> TASK PROMPT: From the first line to the last, write out the records below exactly as they appear.

(Saved data entries)
☆ ☆ ☆

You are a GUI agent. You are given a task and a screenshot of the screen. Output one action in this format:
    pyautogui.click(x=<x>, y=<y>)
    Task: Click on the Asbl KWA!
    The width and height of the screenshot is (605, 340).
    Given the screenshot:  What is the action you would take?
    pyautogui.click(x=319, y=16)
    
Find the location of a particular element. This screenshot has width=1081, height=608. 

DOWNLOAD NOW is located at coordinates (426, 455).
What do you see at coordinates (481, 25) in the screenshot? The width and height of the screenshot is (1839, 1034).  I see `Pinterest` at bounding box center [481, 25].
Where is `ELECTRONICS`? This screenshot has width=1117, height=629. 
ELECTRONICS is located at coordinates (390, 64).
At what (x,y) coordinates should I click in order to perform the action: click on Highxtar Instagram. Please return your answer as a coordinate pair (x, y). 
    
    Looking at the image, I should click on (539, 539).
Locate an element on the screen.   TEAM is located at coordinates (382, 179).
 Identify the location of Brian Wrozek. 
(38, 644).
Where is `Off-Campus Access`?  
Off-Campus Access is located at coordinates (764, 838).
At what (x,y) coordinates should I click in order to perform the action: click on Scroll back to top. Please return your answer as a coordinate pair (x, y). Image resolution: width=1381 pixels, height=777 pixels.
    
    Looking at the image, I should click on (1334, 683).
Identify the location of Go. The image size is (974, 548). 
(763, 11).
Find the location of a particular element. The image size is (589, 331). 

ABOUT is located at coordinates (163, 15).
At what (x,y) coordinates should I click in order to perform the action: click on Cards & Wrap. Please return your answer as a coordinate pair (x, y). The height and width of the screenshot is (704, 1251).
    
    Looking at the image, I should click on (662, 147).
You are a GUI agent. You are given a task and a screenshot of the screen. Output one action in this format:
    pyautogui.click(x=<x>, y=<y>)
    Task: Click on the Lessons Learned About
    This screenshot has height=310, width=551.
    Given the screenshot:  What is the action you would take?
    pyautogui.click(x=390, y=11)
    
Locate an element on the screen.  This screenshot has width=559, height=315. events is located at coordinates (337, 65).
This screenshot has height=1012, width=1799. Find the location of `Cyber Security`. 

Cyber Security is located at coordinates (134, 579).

☆ ☆ ☆

> OUTPUT FOR THIS TASK:
You are a GUI agent. You are given a task and a screenshot of the screen. Output one action in this format:
    pyautogui.click(x=<x>, y=<y>)
    Task: Click on the Asbl KWA!
    The width and height of the screenshot is (605, 340).
    Given the screenshot:  What is the action you would take?
    pyautogui.click(x=319, y=16)
    
Find the location of a particular element. This screenshot has width=1081, height=608. 

DOWNLOAD NOW is located at coordinates (426, 455).
What do you see at coordinates (481, 25) in the screenshot? The width and height of the screenshot is (1839, 1034).  I see `Pinterest` at bounding box center [481, 25].
Where is `ELECTRONICS`? This screenshot has width=1117, height=629. 
ELECTRONICS is located at coordinates (390, 64).
At what (x,y) coordinates should I click in order to perform the action: click on Highxtar Instagram. Please return your answer as a coordinate pair (x, y). 
    
    Looking at the image, I should click on (539, 539).
Locate an element on the screen.   TEAM is located at coordinates (382, 179).
 Identify the location of Brian Wrozek. 
(38, 644).
Where is `Off-Campus Access`?  
Off-Campus Access is located at coordinates (764, 838).
At what (x,y) coordinates should I click in order to perform the action: click on Scroll back to top. Please return your answer as a coordinate pair (x, y). Image resolution: width=1381 pixels, height=777 pixels.
    
    Looking at the image, I should click on (1334, 683).
Identify the location of Go. The image size is (974, 548). 
(763, 11).
Find the location of a particular element. The image size is (589, 331). 

ABOUT is located at coordinates (163, 15).
At what (x,y) coordinates should I click in order to perform the action: click on Cards & Wrap. Please return your answer as a coordinate pair (x, y). The height and width of the screenshot is (704, 1251).
    
    Looking at the image, I should click on (662, 147).
You are a GUI agent. You are given a task and a screenshot of the screen. Output one action in this format:
    pyautogui.click(x=<x>, y=<y>)
    Task: Click on the Lessons Learned About
    This screenshot has height=310, width=551.
    Given the screenshot:  What is the action you would take?
    pyautogui.click(x=390, y=11)
    
Locate an element on the screen.  This screenshot has width=559, height=315. events is located at coordinates (337, 65).
This screenshot has height=1012, width=1799. Find the location of `Cyber Security`. 

Cyber Security is located at coordinates (134, 579).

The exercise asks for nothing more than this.